Genetics market size surges amid sequencing boom and therapy wins

The global genetics economy is accelerating as cheaper sequencing, expanding clinical testing, and landmark gene therapy approvals unlock new demand. Investors are eyeing double-digit growth through the decade, with leaders in instruments, consumables, and services competing for share.

Published: November 3, 2025 By Marcus Rodriguez Category: Genetics
Genetics market size surges amid sequencing boom and therapy wins

The big picture: a rapidly scaling genetics economy

In the Genetics sector, The genetics market—spanning genomics tools, next‑generation sequencing (NGS), clinical genetic testing, and gene therapies—has entered a faster growth phase as research applications spill into clinical care. On the tools side, the global genomics segment was valued at roughly the low‑$30 billions in 2023 and is poised to more than double by 2030, according to industry reports. That trajectory reflects not only new instrument placements but, more importantly, a rising base of recurring consumables and informatics revenue.

Within clinical services, payers and health systems are integrating hereditary cancer, carrier, and pharmacogenomic testing into care pathways, creating durable demand. Meanwhile, the therapeutics segment—still smaller today—adds a long runway as gene therapy moves beyond rare disease pilots into mainstream indications. Together, these segments suggest a maturing market with multiple, diversified growth engines.

For investors and operators, the implication is clear: genetics is transitioning from a research‑centric niche to a healthcare platform. As data volumes compound and clinical utility strengthens, revenue visibility improves—particularly for companies positioned at the junction of hardware, chemistry, and software.

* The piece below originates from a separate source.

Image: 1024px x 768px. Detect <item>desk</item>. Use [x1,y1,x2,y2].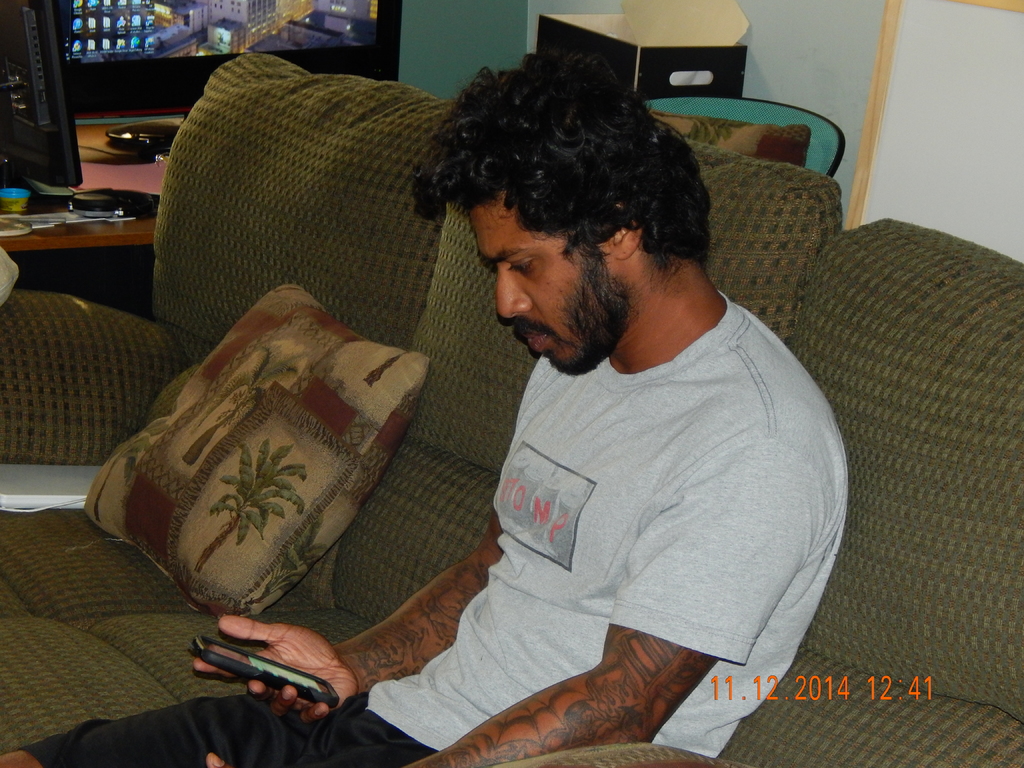
[0,118,188,317].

Segment dynamics: testing, sequencing, and gene therapy

Genetic testing is the most visible clinical wedge, supported by broader reimbursement and provider adoption. The global genetic testing market reached the high‑teens billions in 2023 and is projected to approach $30 billion by 2028, industry reports show. Growth is led by oncology (hereditary risk, tumor profiling and minimal residual disease), prenatal and carrier screening, and a re‑emerging interest in pharmacogenomics as payers refine coverage policies.

NGS—anchored by installed platforms from Illumina, Thermo Fisher Scientific, Roche, Qiagen, and BGI—continues to expand through lower run costs, higher throughput, and improved bioinformatics. While instrument revenue can be cyclical, the consumables model remains resilient as labs increase utilization. The NGS market has been hovering around low‑double‑digit billions, with the installed base and workflow automation suggesting sustained mid‑teens growth in clinical and translational use cases.